Esquire covers (Jolie, Johansson)

The hottest Esquire cover in several years, perhaps decades. I bought a copy in Newark airport last week, but until yesterday a thumbnail capture wasn’t viewable on the Esquire site….slackers.


The star of Michael Winterbottom’s A Mighty Heart as she doesn’t appear in the film

The Jolie cover, of course, in no way makes up for the magazine’s (and particularly editor A.J. Jacobs‘) surreal, shark-jumping, bordering-on- deranged obsession last year with Scarlett Johansson. Esquire has been on indefinite probation status because of this. If it weren’t for those “What I’ve Learned” pieces, I would be boycotting the magazine right now over this. The only thing that will make up for the Johansson fixation right now is an online mea culpa statement from Jacobs and an apology from the editors.
Joe Queenan said it in the Guardian last December and I tried to explain the same thing last March: Johansson is over. Until she lucks into another semi-startling, Match Point-level part or re-invents herself in some other way.
Johansson’s acting repertory, Queenan said, “consists of staring intently at the person she is speaking to, keeping her lips spread apart, and hoping no one will notice that she is no threat to Meryl Streep, and not all that much of a threat to Hilary Duff.”

Radical Honesty

A 66-year-old Virginia-based psychotherapist named Brad Blanton, profiled by Esquire‘s A.J. Jacobs, “says everybody would be happier if we just stopped lying.
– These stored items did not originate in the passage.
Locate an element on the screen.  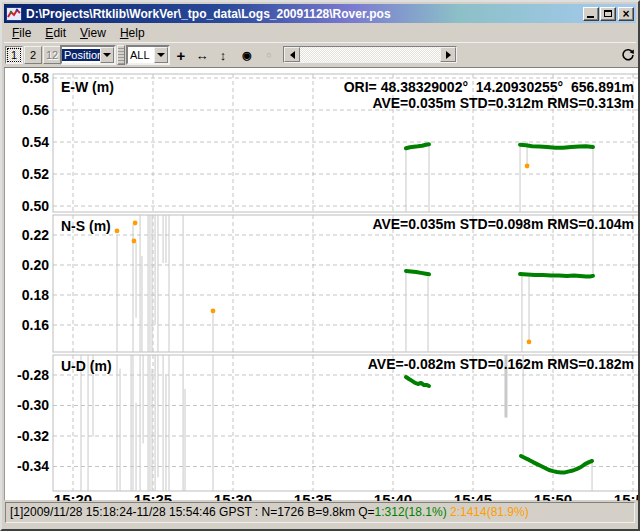
vertical-arrows-icon: ↕ is located at coordinates (224, 56).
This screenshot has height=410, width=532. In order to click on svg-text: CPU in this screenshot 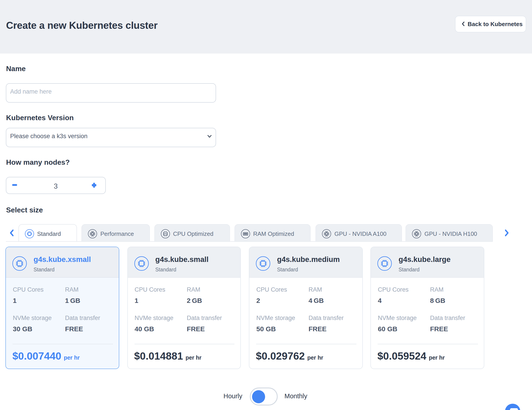, I will do `click(165, 234)`.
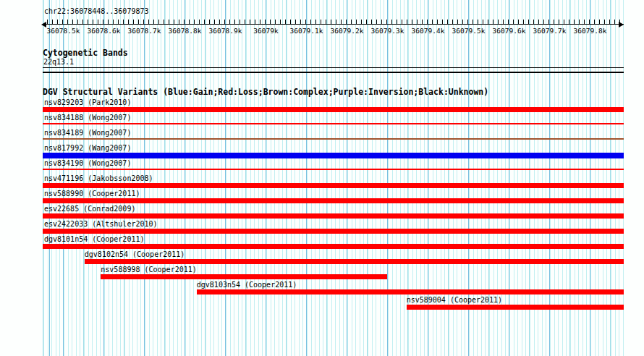  Describe the element at coordinates (88, 164) in the screenshot. I see `variant-label: nsv834190 (Wong2007)` at that location.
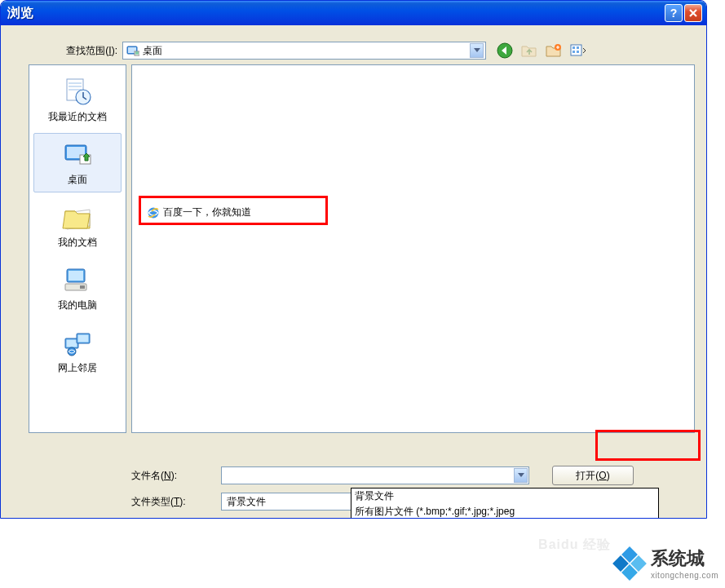 The width and height of the screenshot is (725, 588). Describe the element at coordinates (685, 576) in the screenshot. I see `watermark-url: xitongcheng.com` at that location.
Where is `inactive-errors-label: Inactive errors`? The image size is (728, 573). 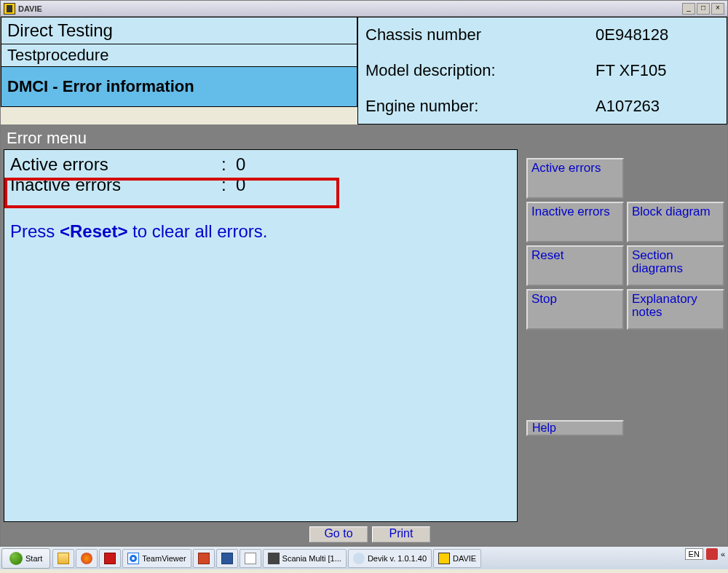
inactive-errors-label: Inactive errors is located at coordinates (116, 185).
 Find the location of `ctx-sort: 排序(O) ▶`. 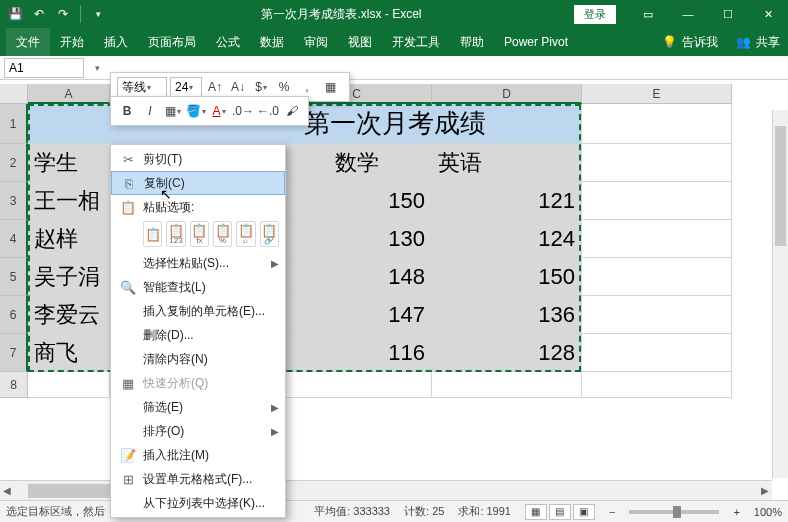

ctx-sort: 排序(O) ▶ is located at coordinates (198, 431).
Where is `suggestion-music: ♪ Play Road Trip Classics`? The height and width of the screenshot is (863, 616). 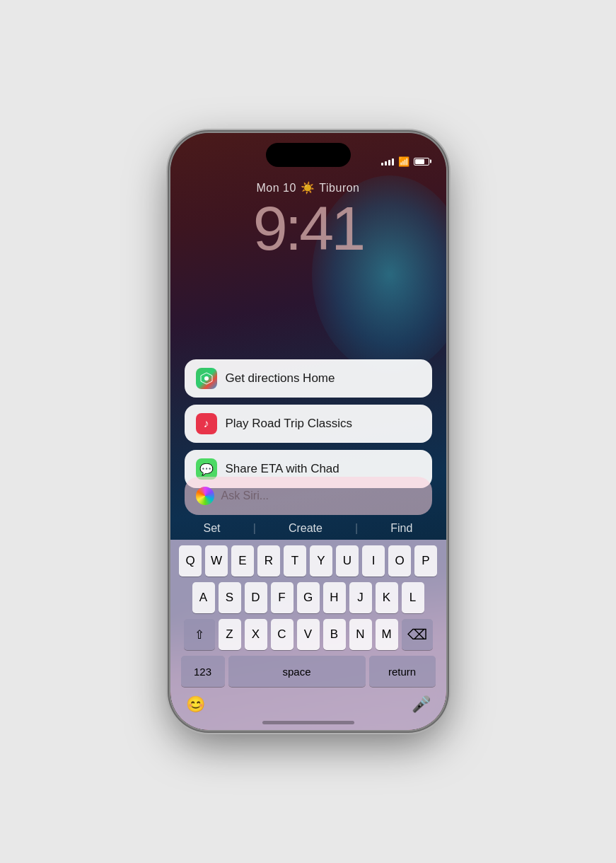 suggestion-music: ♪ Play Road Trip Classics is located at coordinates (308, 424).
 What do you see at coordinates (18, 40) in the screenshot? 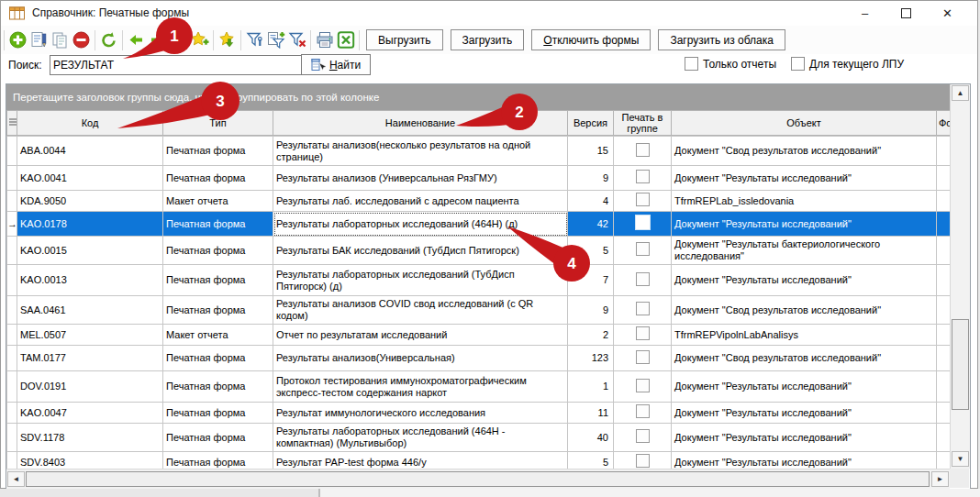
I see `add-icon` at bounding box center [18, 40].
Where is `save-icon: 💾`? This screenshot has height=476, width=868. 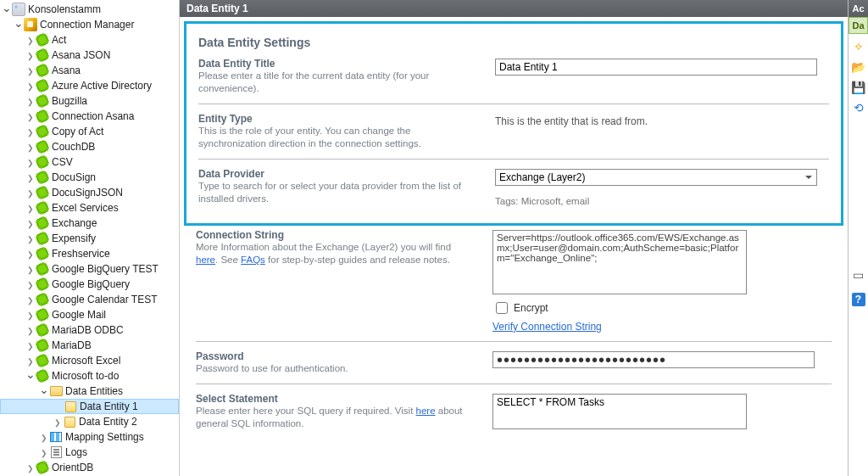 save-icon: 💾 is located at coordinates (859, 87).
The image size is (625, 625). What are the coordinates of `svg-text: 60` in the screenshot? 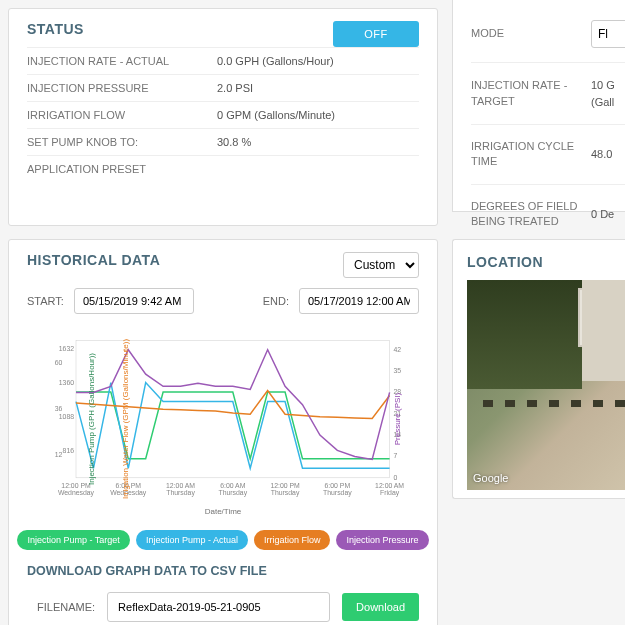 It's located at (59, 362).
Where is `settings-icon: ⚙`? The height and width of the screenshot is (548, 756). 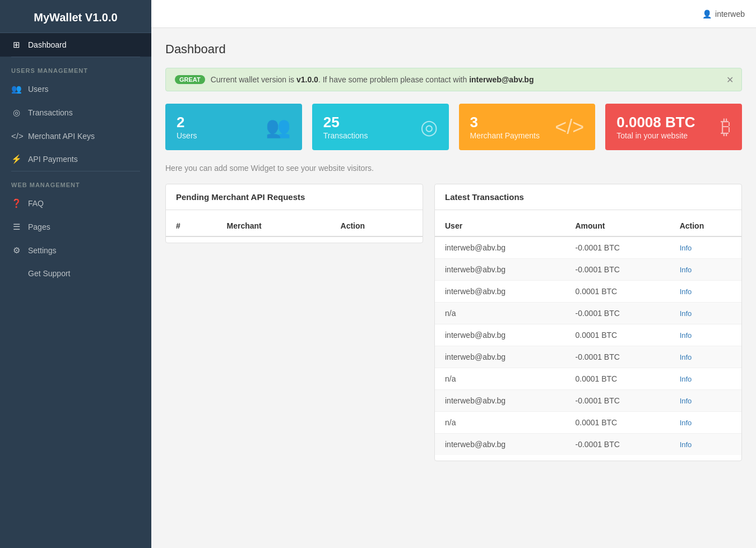 settings-icon: ⚙ is located at coordinates (16, 250).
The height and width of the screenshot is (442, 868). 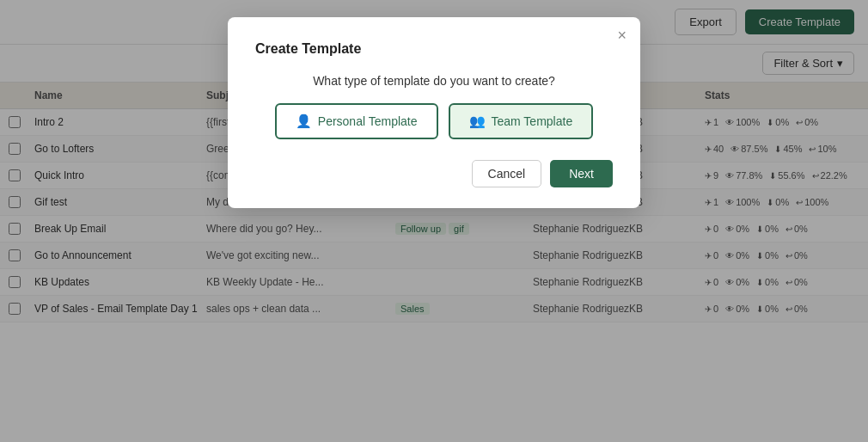 I want to click on team-template-button: 👥 Team Template, so click(x=521, y=121).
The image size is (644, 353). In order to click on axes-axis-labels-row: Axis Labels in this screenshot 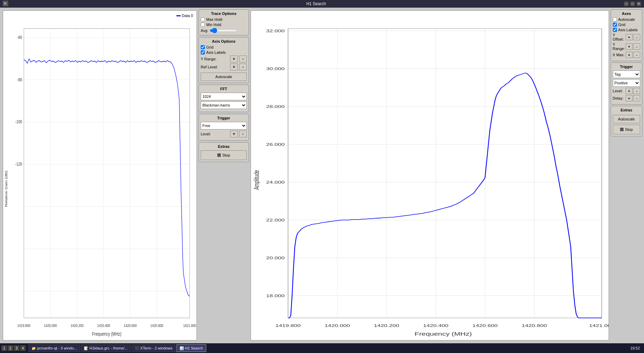, I will do `click(627, 30)`.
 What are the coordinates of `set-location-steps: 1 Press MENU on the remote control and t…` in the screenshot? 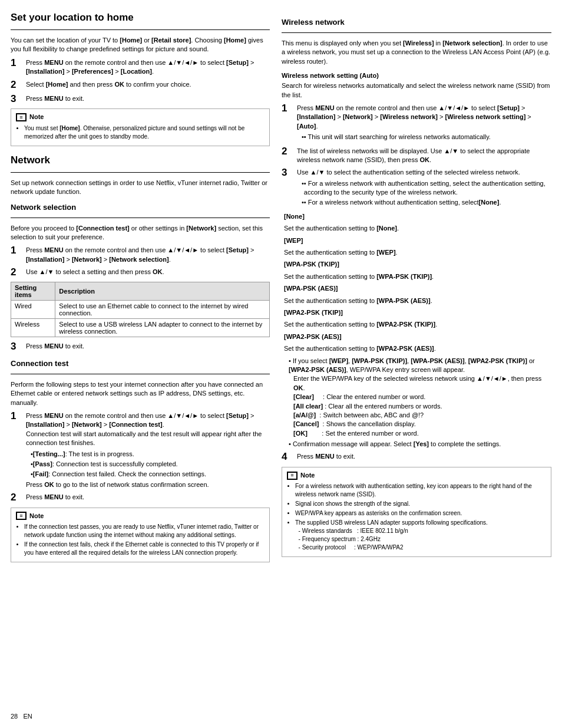 It's located at (140, 81).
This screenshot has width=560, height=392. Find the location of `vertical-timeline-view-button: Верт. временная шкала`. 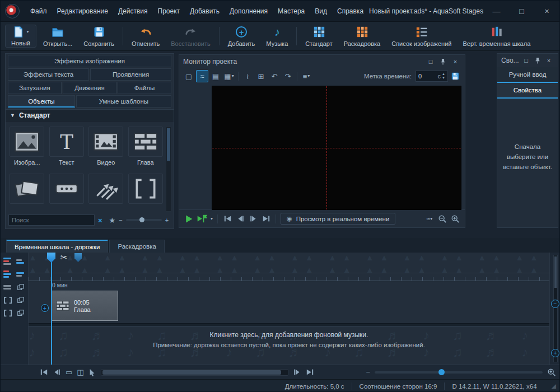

Tell the truth, all the time. This would be radical enough — a world without fibs — but Blanton goes further.
“He says we should toss out the filters between our brains and our mouths. If you think it, say it. Confess to your boss your secret plans to start your own company. If you’re having fantasies about your wife’s sister, Blanton says to tell your wife and tell her sister. It’s the only path to authentic relationships. It’s the only way to smash through modernity’s soul-deadening alienation. Oversharing? No such thing.”

Signature of damnation

The day after that perplexing Sopranos finale, I compared it in one respect to the ending of Alfred Hitchcock‘s The Birds. Now MCN’s Larry Gross has compared it to unexpected killing of Janet Leigh in Hitchcock’s Psycho:
“There’s a famous choice in movie narrative that nominally offers resolution but in fact destroys the possibility of conclusiveness even more monstrously than this Soprano’s finale. That is the murder of Janet Leigh in Psycho, [which] did not emanate as an inspiration, from the psychological necessities of the character of Marion Crane in that movie, nor was it in any meaningful way a ‘resolution’ of her story.
“It was in fact the most aggressive insult to ‘meaning’ in the history of cinema. Marion Crane‘s death is precisely as black and arbitrary as the black screen that ended The Sopranos as a series.”
Gross also weighs in on did-Tony-get-hit?: ” Chase is not tantalizing us with specific narrative issues. There’s no one in the story left to kill Tony and the danger of a cop bust has already been covered in the scene with his lawyer. Tony’s anxious fearful looks to the door are not narratively specific. They are signatures of his soul’s perpetual divided state, as Michael Corleone‘s blank impassive stare was the signature of his damnation.”